There are a lot of good reasons why the Spy Newspapers will be launching a Centreville Spy this summer but perhaps the most important of which is that the Spy has always had a soft spot for Centreville.
While it may now be the essential highway midpoint for the entire Mid-Shore, this community has stayed in my memory as a place where some of the region’s most talented figures in public affairs, the arts, and regional history have all called home.
It is the home of two of the region’s most innovative private schools, one of the best-ranked public high schools on the Eastern Shore, and the main campus of the highly-valued Chesapeake College.
It is also the base of such outstanding artists as photographer Anne Nielson, environmental artists Howard and Mary McCoy, award-winning novelist Christopher Tilghman, landscape painter Nancy Hammond, furniture craftsman Ridgely Kelly, historian and former athlete Mary Margaret Revell Goodwin, and undoubtedly the most beautiful county courthouse on the Eastern Shore.
The addition of Centreville will also give this educated-driven news portal a presence in one of the Eastern Shore’s fastest-growing counties. Over the next few decades, Queen Anne’s County will be the first on the Delmarva to face unprecedented challenges from a Bay Bridge expansion that will eventually impact the entire Mid-Shore. QAC is also on the frontline on such critical issues as ecological resilience and rising sea levels. We also see significant challenges and opportunities for Centreville as it grows and develops.
Given the essential environmental role that Queen Anne’s County will play in this century, the Centreville Spy will dedicated to the late great conservationist Howard Wood. The product of Harvard College and its distinguished law school, Howard made the remarkable decision to return to Centreville to practice law in the early 1940s rather than a lucrative career as a Wall Street attorney. And while his law practice found success, it was Wood’s early role in Queen Anne’s County conservation protection as one of the founders of the Eastern Shore Land Conservancy, the Chester River Association (now ShoreRivers), and Queen Anne’s Conservation Association that surely gave him the most satisfaction. We recently asked Spy contributor Maria Wood to profile her grandfather for the Centreville Spy’s first edition here.
To help with the launching of the Centreville Spy, I am so pleased to say that the popular Queen Anne’s County author and historian Brent Lewis will be joining our distinguished list of contributors. Brent has three nonfiction books, including his most recent Stardust by the Bushel: Hollywood on the Chesapeake Bay’s Eastern Shore. His first novel, Bloody Point 1976, won an Honorable Mention Award at the 2015 Hollywood Book Festival.
The Spy has started a modest fundraising campaign of $20,000 to cover the initial costs of startup and support the Centreville Spy in its first year of operation. I am very grateful to the Arthur H. Kudner, Jr. Fund for its leadership commitment to this goal, which will match personal donations made to the Mid-Shore Community Foundation’s Centreville Spy Fund. I do hope that those Spy readers who live or work in the greater Centreville community will participate in getting the new Spy up and going. Donations can be made here.
Speaking of writers, I’m pleased to welcome David Reel as a weekly commentator for the Spy. With a lifetime of political activism (he recently was the chair of the Republican Central Committee of Talbot County) and a successful public relations career, David’s right-of-center political point of view matches well with the Eastern Shore’s consistently long history of conservatism. Whether one agrees or disagrees with David’s opinions, I think our readers will grow to look forward to and respect his thoughtful commentaries.
Once again, speaking on behalf of our Spy writers and editors, a heartfelt thanks for our reader support and Spies like you.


Exercise brief: Give back each line of the material that contains the word "cells".

Dataset records:
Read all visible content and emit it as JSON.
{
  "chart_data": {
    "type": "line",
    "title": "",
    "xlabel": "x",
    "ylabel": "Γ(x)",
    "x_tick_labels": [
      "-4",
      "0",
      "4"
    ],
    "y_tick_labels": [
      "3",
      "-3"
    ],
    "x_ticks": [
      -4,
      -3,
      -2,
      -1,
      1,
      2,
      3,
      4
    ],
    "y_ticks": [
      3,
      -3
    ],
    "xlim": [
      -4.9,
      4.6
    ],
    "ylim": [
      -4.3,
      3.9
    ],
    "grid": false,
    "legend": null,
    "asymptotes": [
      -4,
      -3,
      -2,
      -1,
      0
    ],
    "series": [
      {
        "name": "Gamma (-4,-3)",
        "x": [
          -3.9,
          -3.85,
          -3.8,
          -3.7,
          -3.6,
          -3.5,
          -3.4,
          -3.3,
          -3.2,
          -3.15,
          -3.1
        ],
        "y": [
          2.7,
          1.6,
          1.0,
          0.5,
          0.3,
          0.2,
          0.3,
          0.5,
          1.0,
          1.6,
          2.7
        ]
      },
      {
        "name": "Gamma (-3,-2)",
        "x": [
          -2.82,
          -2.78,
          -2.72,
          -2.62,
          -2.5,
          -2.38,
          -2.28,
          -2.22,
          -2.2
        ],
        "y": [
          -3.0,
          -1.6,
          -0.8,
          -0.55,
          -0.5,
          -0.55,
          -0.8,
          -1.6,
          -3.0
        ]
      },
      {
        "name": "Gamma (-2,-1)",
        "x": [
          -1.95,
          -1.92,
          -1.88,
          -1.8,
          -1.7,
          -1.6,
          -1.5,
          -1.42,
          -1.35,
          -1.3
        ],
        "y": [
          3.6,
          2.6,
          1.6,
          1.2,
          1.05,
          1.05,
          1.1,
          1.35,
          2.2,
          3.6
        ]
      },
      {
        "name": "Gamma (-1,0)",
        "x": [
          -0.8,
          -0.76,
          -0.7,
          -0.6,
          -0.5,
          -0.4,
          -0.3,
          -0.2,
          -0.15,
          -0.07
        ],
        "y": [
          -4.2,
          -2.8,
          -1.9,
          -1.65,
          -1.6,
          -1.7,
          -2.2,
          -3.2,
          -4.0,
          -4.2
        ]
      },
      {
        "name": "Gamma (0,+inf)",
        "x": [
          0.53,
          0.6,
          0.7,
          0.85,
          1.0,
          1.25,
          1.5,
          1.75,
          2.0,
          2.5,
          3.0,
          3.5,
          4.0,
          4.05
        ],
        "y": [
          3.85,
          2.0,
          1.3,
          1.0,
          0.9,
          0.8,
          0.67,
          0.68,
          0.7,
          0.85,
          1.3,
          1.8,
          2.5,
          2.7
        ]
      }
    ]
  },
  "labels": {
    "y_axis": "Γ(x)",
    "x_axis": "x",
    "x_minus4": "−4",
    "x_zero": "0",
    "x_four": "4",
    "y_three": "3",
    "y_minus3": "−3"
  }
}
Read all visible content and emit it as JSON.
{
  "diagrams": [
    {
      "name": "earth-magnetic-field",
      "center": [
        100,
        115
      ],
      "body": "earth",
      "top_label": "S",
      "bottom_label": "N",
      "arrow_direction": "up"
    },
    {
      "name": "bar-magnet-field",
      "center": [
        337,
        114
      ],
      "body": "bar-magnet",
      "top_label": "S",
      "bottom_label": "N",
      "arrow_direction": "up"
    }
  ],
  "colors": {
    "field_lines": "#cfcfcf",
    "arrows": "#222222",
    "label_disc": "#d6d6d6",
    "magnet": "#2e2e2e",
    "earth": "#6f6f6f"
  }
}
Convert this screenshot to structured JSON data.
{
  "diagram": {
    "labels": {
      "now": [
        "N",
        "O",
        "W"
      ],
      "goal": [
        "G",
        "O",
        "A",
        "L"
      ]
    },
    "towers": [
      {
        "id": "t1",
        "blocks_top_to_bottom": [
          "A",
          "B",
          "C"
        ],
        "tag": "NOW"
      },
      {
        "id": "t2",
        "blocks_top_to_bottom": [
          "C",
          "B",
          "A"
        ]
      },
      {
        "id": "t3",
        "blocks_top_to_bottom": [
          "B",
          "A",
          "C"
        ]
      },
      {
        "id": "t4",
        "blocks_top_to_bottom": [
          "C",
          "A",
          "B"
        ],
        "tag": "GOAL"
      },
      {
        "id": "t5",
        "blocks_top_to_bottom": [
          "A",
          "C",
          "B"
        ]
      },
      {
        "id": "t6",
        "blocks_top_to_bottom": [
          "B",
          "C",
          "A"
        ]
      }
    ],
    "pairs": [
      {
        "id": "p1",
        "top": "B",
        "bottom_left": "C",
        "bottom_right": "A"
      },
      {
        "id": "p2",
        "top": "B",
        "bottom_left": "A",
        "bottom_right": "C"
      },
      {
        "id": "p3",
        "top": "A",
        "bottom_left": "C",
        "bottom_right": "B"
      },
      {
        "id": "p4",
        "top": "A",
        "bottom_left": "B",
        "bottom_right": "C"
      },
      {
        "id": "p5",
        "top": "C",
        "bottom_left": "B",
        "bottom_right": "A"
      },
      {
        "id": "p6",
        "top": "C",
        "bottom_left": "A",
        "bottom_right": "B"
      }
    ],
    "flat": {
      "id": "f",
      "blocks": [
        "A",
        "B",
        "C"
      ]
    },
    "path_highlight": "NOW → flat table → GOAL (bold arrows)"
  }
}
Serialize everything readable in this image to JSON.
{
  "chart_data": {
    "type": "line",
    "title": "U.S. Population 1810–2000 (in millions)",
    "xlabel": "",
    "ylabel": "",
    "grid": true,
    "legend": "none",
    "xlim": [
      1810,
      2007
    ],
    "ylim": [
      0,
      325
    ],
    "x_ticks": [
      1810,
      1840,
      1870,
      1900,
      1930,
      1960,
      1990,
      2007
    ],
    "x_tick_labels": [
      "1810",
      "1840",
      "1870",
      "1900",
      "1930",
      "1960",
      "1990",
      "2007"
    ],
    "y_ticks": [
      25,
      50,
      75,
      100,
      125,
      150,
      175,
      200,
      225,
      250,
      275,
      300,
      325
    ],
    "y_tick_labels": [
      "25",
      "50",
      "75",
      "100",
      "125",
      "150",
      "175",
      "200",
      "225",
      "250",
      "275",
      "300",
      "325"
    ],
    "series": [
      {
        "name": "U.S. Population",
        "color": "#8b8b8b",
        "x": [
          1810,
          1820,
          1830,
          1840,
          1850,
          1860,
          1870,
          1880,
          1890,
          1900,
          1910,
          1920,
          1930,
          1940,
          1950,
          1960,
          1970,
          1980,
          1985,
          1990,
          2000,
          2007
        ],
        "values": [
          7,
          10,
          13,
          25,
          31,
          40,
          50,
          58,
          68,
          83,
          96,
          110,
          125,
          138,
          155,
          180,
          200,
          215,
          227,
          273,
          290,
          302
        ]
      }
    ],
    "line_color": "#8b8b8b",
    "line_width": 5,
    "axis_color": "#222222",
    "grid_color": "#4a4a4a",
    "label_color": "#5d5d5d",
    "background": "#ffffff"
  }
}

--

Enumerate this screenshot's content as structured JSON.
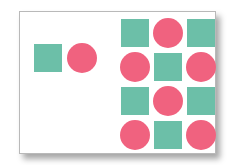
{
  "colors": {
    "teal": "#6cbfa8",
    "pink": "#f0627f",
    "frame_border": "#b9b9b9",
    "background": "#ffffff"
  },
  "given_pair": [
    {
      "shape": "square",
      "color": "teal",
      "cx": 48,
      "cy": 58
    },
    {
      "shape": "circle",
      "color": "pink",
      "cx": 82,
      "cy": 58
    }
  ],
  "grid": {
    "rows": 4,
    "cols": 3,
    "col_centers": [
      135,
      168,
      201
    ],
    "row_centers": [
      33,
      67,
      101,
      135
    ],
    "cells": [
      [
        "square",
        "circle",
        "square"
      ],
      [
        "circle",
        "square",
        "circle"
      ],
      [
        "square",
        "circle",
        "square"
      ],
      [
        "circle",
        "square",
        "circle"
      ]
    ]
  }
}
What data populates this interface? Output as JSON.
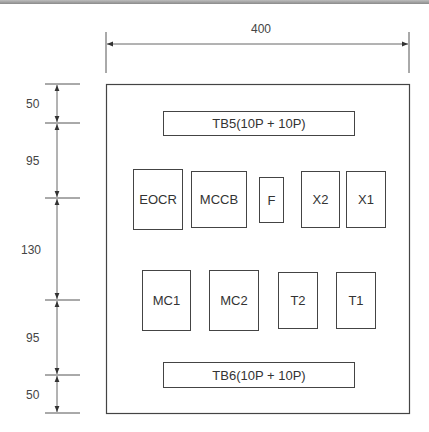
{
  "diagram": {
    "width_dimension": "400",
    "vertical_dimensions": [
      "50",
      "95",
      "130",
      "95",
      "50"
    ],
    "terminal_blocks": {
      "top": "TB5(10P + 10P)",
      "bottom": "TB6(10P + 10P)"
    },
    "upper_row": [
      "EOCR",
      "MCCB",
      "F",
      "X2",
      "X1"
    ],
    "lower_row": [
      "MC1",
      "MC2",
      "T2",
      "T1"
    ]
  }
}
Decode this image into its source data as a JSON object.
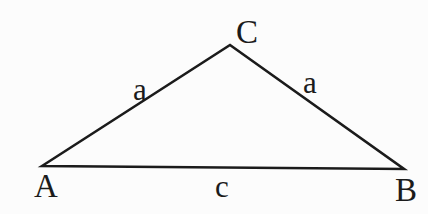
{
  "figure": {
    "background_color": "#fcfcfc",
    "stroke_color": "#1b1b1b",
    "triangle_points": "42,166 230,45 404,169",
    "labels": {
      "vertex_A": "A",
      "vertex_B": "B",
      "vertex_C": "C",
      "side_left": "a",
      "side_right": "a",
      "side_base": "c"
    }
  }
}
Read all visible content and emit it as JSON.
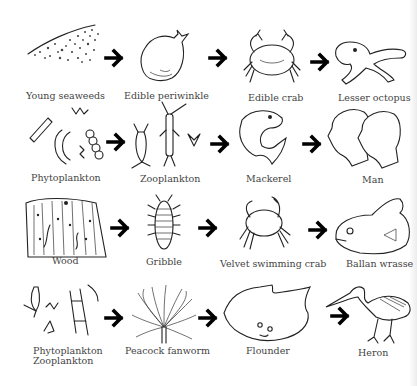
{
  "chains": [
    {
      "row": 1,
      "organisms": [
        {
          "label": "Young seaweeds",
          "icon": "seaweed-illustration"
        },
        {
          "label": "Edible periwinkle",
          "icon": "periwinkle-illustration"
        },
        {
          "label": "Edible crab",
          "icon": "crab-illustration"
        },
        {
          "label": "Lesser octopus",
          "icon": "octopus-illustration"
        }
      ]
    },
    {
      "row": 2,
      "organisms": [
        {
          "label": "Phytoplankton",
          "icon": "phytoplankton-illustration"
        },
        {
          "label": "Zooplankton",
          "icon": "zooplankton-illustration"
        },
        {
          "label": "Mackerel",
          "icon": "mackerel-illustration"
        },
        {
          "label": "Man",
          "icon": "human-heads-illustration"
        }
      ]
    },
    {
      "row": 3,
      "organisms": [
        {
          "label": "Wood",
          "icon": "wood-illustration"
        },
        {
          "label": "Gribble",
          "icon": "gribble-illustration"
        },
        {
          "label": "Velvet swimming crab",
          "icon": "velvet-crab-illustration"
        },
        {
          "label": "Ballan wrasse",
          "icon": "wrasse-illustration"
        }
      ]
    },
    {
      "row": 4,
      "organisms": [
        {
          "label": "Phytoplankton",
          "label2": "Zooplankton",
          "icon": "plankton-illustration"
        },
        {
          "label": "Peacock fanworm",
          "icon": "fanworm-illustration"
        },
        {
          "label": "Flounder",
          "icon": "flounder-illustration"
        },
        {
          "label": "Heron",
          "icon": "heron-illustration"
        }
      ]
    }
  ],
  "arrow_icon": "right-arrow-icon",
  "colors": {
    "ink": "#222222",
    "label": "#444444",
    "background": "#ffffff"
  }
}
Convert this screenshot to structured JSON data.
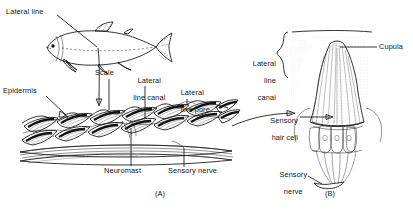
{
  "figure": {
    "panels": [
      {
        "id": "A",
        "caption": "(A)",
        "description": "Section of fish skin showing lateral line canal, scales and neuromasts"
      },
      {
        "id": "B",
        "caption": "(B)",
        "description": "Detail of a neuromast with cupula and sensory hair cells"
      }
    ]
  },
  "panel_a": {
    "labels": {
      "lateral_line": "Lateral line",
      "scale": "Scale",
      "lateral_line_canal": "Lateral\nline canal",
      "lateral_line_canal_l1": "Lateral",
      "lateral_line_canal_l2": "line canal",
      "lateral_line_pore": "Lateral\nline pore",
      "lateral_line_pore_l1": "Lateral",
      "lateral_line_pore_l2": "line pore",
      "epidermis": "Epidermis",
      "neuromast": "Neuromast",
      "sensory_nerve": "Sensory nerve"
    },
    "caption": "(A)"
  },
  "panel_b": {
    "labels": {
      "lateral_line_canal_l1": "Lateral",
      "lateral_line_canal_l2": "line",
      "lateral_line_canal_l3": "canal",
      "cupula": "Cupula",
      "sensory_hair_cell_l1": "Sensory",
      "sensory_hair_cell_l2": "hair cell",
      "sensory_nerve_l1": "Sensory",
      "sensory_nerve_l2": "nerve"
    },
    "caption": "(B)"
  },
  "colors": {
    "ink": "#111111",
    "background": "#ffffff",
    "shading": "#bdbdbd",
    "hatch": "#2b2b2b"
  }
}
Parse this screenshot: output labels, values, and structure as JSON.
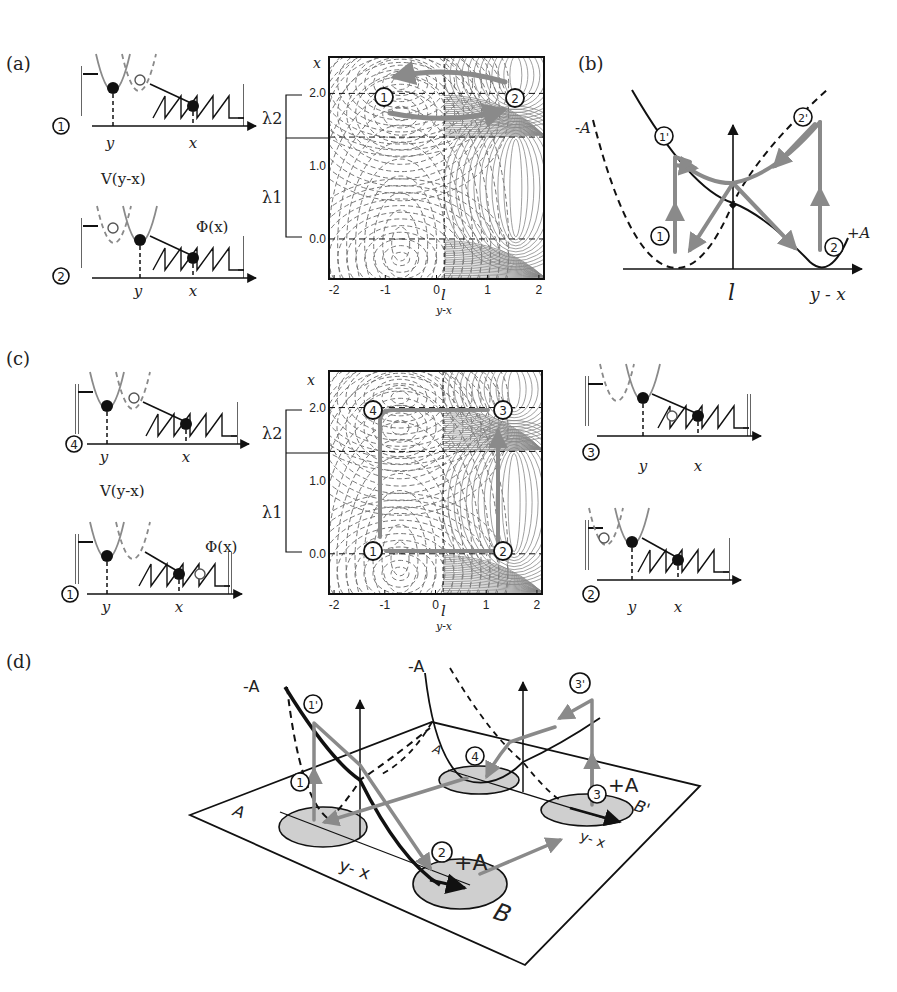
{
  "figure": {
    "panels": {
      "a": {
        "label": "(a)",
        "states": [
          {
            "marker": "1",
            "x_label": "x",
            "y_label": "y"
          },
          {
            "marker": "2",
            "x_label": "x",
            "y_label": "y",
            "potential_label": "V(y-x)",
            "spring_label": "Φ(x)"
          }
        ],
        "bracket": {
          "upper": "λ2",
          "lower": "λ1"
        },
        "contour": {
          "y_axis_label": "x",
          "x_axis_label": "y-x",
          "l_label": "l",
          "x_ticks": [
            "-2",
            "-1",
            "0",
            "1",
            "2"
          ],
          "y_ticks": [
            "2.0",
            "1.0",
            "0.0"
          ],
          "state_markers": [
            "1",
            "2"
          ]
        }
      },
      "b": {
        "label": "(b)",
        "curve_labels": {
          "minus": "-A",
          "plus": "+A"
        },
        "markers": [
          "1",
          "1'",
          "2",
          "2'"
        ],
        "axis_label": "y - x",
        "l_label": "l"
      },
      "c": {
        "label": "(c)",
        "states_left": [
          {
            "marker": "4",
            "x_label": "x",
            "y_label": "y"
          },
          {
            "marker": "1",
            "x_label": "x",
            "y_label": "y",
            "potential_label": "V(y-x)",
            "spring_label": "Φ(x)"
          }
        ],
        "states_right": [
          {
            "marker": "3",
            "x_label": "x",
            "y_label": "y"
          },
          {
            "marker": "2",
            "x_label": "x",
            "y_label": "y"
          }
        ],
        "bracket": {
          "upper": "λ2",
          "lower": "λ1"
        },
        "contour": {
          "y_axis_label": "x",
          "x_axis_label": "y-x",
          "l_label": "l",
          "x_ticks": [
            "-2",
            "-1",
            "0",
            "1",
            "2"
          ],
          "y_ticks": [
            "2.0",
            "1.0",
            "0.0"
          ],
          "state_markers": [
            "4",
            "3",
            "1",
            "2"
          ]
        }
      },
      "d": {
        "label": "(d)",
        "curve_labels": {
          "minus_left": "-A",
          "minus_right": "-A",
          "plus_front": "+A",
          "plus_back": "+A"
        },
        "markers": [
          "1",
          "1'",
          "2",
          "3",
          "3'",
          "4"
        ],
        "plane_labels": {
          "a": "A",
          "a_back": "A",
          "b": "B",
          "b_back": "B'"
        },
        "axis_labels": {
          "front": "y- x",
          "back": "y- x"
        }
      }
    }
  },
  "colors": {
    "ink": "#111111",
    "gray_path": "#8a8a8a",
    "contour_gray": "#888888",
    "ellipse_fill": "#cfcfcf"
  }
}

Your solution:
    "cells": [
        "description": "Detail of a neuromast with cupula and sensory hair cells"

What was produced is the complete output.